29/05/2026
When Homes Stop Being Homes
#2
# Why Are Homes Becoming So Complicated?
Somewhere along the way, people stopped wanting homes and started wanting resorts.
Today, many homes are designed with the aspiration of a five-star hotel, double-height spaces, massive glass openings, imported finishes, mood lighting, luxury bathrooms, indoor courtyards that are difficult to maintain, and spaces designed more for visual impact than everyday living.
And honestly, it is understandable.
When people travel and stay in luxury resorts or hotels, they experience comfort, calmness, and beauty. Naturally, they want to recreate that feeling in their own homes. The problem is not the aspiration for beauty or comfort. The problem is forgetting the context in which those spaces function.
A hotel works because there is an entire system constantly maintaining it.
There are people cleaning the floors every day.
There are staff maintaining the landscape.
There are technicians handling lighting, plumbing, waterproofing, and air-conditioning systems.
There is continuous money spent on upkeep.
Luxury hospitality is expensive not only because of how it looks, but because of what it takes to sustain it.
But when the same ideas are directly copied into homes, people often forget one important question:
“Can this realistically be maintained for the next 20 or 30 years?”
A home is not a two-day experience.
It is a place that must handle everyday life.
It must survive dust, heat, rain, ageing, storage needs, electrical issues, plumbing repairs, children growing up, elderly people using the space, and changing lifestyles over decades.
Many modern homes today are becoming visually sophisticated but practically exhausting.
Huge glass facades increase heat gain and cleaning effort.
Complex lighting systems become difficult to maintain.
Imported finishes require specialised labour.
Overdesigned spaces increase cost without improving daily life.
Mechanical dependency increases every year.
Slowly, the house becomes something that demands constant attention.
Good architecture should reduce stress, not create more of it.
Comfort does not always come from complexity.
Sometimes comfort is simply a well-ventilated room.
A shaded window.
A material that ages gracefully.
A home that stays cool naturally.
A space that is easy to clean, repair, and live in.
There is nothing wrong with luxury.
But luxury without practicality becomes temporary excitement followed by permanent maintenance.
At Earthen Studio, we often believe homes should be designed with clarity and honesty. Not just around aesthetics, but around climate, maintenance, ageing, and everyday living patterns.
Because real comfort is not about making a home look like a resort.
Real comfort is when the house continues to function beautifully even years later, without becoming emotionally, financially, and physically exhausting to maintain.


▸ **WORK TO COMPLETE**:
Restate the entries below exactly. Images are not part of the copy.

Start of Block

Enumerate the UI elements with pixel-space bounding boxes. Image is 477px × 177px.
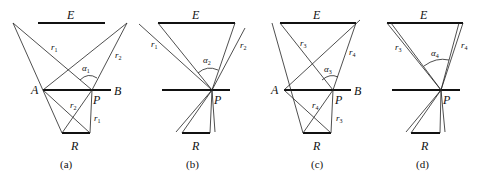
label-r-lower-vert: r3 [336,113,343,124]
label-r-upper-right: r2 [115,50,122,61]
ray-lower-left [182,90,212,133]
caption-b: (b) [186,158,199,171]
label-alpha: α4 [431,48,439,59]
panel-a: E r1 r2 α1 A B P r2 r1 R (a) [13,8,127,171]
label-R: R [312,139,321,153]
label-E: E [312,8,321,22]
ray-r2-upper [212,28,245,90]
ray-lower-right [210,90,212,133]
ray-r1-upper [139,24,212,90]
ray-lower-left-outer [406,90,441,132]
label-A: A [30,83,39,97]
ray-r1-lower [90,90,92,133]
panel-d: E r3 r4 α4 P R (d) [387,8,468,171]
ray-left-edge [272,23,303,133]
label-r-upper-left: r3 [395,42,402,53]
label-R: R [420,139,429,153]
label-r-upper-left: r1 [51,42,58,53]
angle-arc [424,59,449,66]
panel-c: E r3 r4 α3 A B P r4 r3 R (c) [270,8,362,171]
caption-d: (d) [416,158,429,171]
label-R: R [191,139,200,153]
ray-r4-upper-b [441,23,459,90]
label-r-upper-left: r1 [151,39,158,50]
label-alpha: α2 [203,55,211,66]
angle-arc [80,75,97,80]
ray-E-right [212,23,235,90]
label-alpha: α1 [82,63,90,74]
label-E: E [191,8,200,22]
label-B: B [114,84,122,98]
caption-a: (a) [60,158,73,171]
label-alpha: α3 [324,64,332,75]
angle-arc [198,68,218,73]
label-r-upper-right: r4 [461,40,468,51]
label-E: E [66,8,75,22]
label-r-lower-diag: r2 [70,100,77,111]
label-r-upper-right: r4 [349,47,356,58]
label-E: E [419,8,428,22]
label-r-lower-diag: r4 [312,100,319,111]
ray-right-edge [92,23,127,90]
label-P: P [213,93,222,107]
label-r-upper-left: r3 [300,38,307,49]
label-B: B [354,84,362,98]
label-A: A [270,83,279,97]
label-r-lower-vert: r1 [94,113,101,124]
ray-lower-left [411,90,441,133]
label-P: P [92,93,101,107]
figure: E r1 r2 α1 A B P r2 r1 R (a) E r1 r2 α2 … [0,0,477,177]
label-P: P [442,93,451,107]
label-P: P [334,93,343,107]
ray-lower-left-outer [176,90,212,132]
ray-r3-lower [331,90,333,133]
label-r-upper-right: r2 [240,40,247,51]
ray-left-edge [13,23,62,133]
label-R: R [70,139,79,153]
caption-c: (c) [311,158,324,171]
ray-r4-upper-a [441,23,463,90]
ray-lower-right [440,90,441,133]
panel-b: E r1 r2 α2 P R (b) [139,8,247,171]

End of Block

▸ **RESULT OF THE EXERCISE**:
Enumerate the UI elements with pixel-space bounding boxes. Image is 477px × 177px.
label-r-lower-vert: r3 [336,113,343,124]
label-r-upper-right: r2 [115,50,122,61]
ray-lower-left [182,90,212,133]
caption-b: (b) [186,158,199,171]
label-alpha: α4 [431,48,439,59]
panel-a: E r1 r2 α1 A B P r2 r1 R (a) [13,8,127,171]
label-R: R [312,139,321,153]
label-E: E [312,8,321,22]
ray-r2-upper [212,28,245,90]
ray-lower-right [210,90,212,133]
ray-r1-upper [139,24,212,90]
ray-lower-left-outer [406,90,441,132]
label-A: A [30,83,39,97]
ray-r1-lower [90,90,92,133]
panel-d: E r3 r4 α4 P R (d) [387,8,468,171]
ray-left-edge [272,23,303,133]
label-r-upper-left: r3 [395,42,402,53]
label-R: R [420,139,429,153]
label-r-upper-left: r1 [51,42,58,53]
angle-arc [424,59,449,66]
panel-c: E r3 r4 α3 A B P r4 r3 R (c) [270,8,362,171]
caption-d: (d) [416,158,429,171]
label-R: R [191,139,200,153]
ray-r4-upper-b [441,23,459,90]
label-r-upper-left: r1 [151,39,158,50]
label-alpha: α2 [203,55,211,66]
angle-arc [80,75,97,80]
ray-E-right [212,23,235,90]
label-alpha: α1 [82,63,90,74]
label-E: E [191,8,200,22]
label-B: B [114,84,122,98]
caption-a: (a) [60,158,73,171]
label-alpha: α3 [324,64,332,75]
angle-arc [198,68,218,73]
label-r-upper-right: r4 [461,40,468,51]
label-E: E [66,8,75,22]
label-r-lower-diag: r2 [70,100,77,111]
label-r-upper-right: r4 [349,47,356,58]
label-E: E [419,8,428,22]
label-r-lower-diag: r4 [312,100,319,111]
ray-right-edge [92,23,127,90]
label-P: P [213,93,222,107]
label-r-upper-left: r3 [300,38,307,49]
label-B: B [354,84,362,98]
label-A: A [270,83,279,97]
label-r-lower-vert: r1 [94,113,101,124]
ray-lower-left [411,90,441,133]
label-P: P [92,93,101,107]
figure: E r1 r2 α1 A B P r2 r1 R (a) E r1 r2 α2 … [0,0,477,177]
label-P: P [442,93,451,107]
label-P: P [334,93,343,107]
ray-lower-left-outer [176,90,212,132]
ray-r3-lower [331,90,333,133]
label-r-upper-right: r2 [240,40,247,51]
ray-left-edge [13,23,62,133]
label-R: R [70,139,79,153]
caption-c: (c) [311,158,324,171]
ray-r4-upper-a [441,23,463,90]
ray-lower-right [440,90,441,133]
panel-b: E r1 r2 α2 P R (b) [139,8,247,171]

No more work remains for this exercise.